Winifred Bird | June 24, 2015

When you head one of Japan’s most illustrious architecture firms, respon­sible for award-winning museums and mixed-use towers, it’s unusual to be commissioned for a hole-in-the-wall yakitori joint, as in chicken skewers—designed by an unknown architect in an unknown year. But that was precisely the scenario for Kengo Kuma & Associates, asked to reimagine Tetchan. Kengo Kuma accepted only because the owner was a longtime fan.
The restaurant sits in a maze of Tokyo alleys where, in the postwar years, black-market vendors hawked their wares and, these days, salarymen gather for afterwork beers. Inside the two-level, 325-square-foot space, the rooms were cramped, the ceilings low, and the columns irregularly placed. Those limitations, however, became Kuma’s inspiration, he says: “I used the negative conditions to evoke the black-market character.”
Leaving the timeworn concrete floor and the spiral staircase untouched, he introduced two unconventional materials: discarded Ethernet cables and acrylic from melted-down speedometer covers, all scrounged from a waste-disposal company on the outskirts of the city. That acrylic went to  the ground level, where the globular forms like jellyfish, encased in translucent slabs, compose a glowing central counter as well as the tops of tables and the seats of stools. They make a cool counterpoint to a punky manga illustrator’s red-hot mural, which the owner commissioned even before hiring Kuma.
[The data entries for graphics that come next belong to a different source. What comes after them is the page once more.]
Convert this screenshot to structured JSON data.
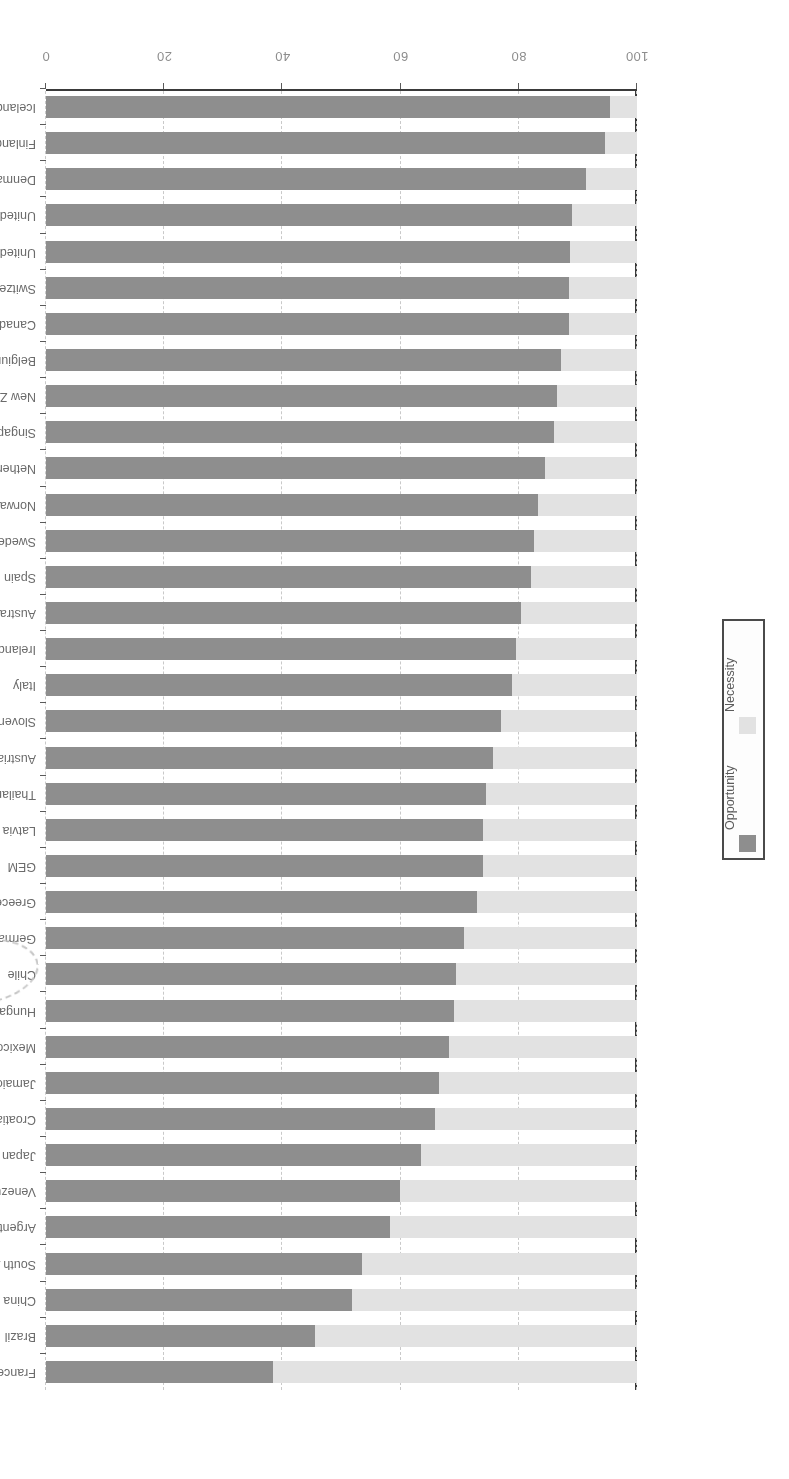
{
  "chart_data": {
    "type": "bar",
    "orientation": "horizontal",
    "stacked": true,
    "title": "",
    "subtitle": "",
    "xlabel": "",
    "ylabel": "",
    "xlim": [
      0,
      100
    ],
    "xticks": [
      "100",
      "80",
      "60",
      "40",
      "20",
      "0"
    ],
    "xtick_values": [
      100,
      80,
      60,
      40,
      20,
      0
    ],
    "x_axis_direction": "reversed",
    "grid": true,
    "grid_axis": "x",
    "legend_position": "right-middle",
    "legend": [
      {
        "name": "Opportunity",
        "color": "#8e8e8e"
      },
      {
        "name": "Necessity",
        "color": "#e2e2e2"
      }
    ],
    "categories": [
      "Iceland",
      "Finland",
      "Denmark",
      "United Kingdom",
      "United States",
      "Switzerland",
      "Canada",
      "Belgium",
      "New Zealand",
      "Singapore",
      "Netherlands",
      "Norway",
      "Sweden",
      "Spain",
      "Australia",
      "Ireland",
      "Italy",
      "Slovenia",
      "Austria",
      "Thailand",
      "Latvia",
      "GEM",
      "Greece",
      "Germany",
      "Chile",
      "Hungary",
      "Mexico",
      "Jamaica",
      "Croatia",
      "Japan",
      "Venezuela",
      "Argentina",
      "South Africa",
      "China",
      "Brazil",
      "France"
    ],
    "series": [
      {
        "name": "Opportunity",
        "color": "#8e8e8e",
        "values": [
          95.4,
          94.6,
          91.3,
          89.0,
          88.7,
          88.5,
          88.5,
          87.2,
          86.5,
          86.0,
          84.5,
          83.2,
          82.5,
          82.0,
          80.3,
          79.5,
          78.8,
          77.0,
          75.6,
          74.5,
          74.0,
          74.0,
          73.0,
          70.8,
          69.4,
          69.0,
          68.2,
          66.5,
          65.8,
          63.4,
          59.9,
          58.2,
          53.4,
          51.7,
          45.5,
          38.4
        ]
      },
      {
        "name": "Necessity",
        "color": "#e2e2e2",
        "values": [
          4.6,
          5.4,
          8.7,
          11.0,
          11.3,
          11.5,
          11.5,
          12.8,
          13.5,
          14.0,
          15.5,
          16.8,
          17.5,
          18.0,
          19.7,
          20.5,
          21.2,
          23.0,
          24.4,
          25.5,
          26.0,
          26.0,
          27.0,
          29.2,
          30.6,
          31.0,
          31.8,
          33.5,
          34.2,
          36.6,
          40.1,
          41.8,
          46.6,
          48.3,
          54.5,
          61.6
        ]
      }
    ],
    "annotations": [
      {
        "type": "hand-drawn-ellipse",
        "target": "Chile",
        "color": "#c6c6c6",
        "style": "dashed"
      }
    ],
    "page_orientation": "upside-down"
  }
}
Calm unravels into chaos upstairs, as tangles of rainbow-colored plastic-covered cables hang like psychedelic Spanish moss from walls, tables, chairs, and pendant fixtures. The cables were stapled to surfaces at random and ironed flat where necessary. “My intention was to demonstrate that beautiful things can be created from recycled materials,” Kuma explains.
That said, he also reports drawing inspiration from charcoal-grilled chicken: “I love yakitori. It’s an informal, humble food that expresses the essence of Japanese culture, and I conveyed that in this design.” Not that he’s crowing.
Project Team
Through Nakadai: Acrylic, Cables. Takishin: General Contractor.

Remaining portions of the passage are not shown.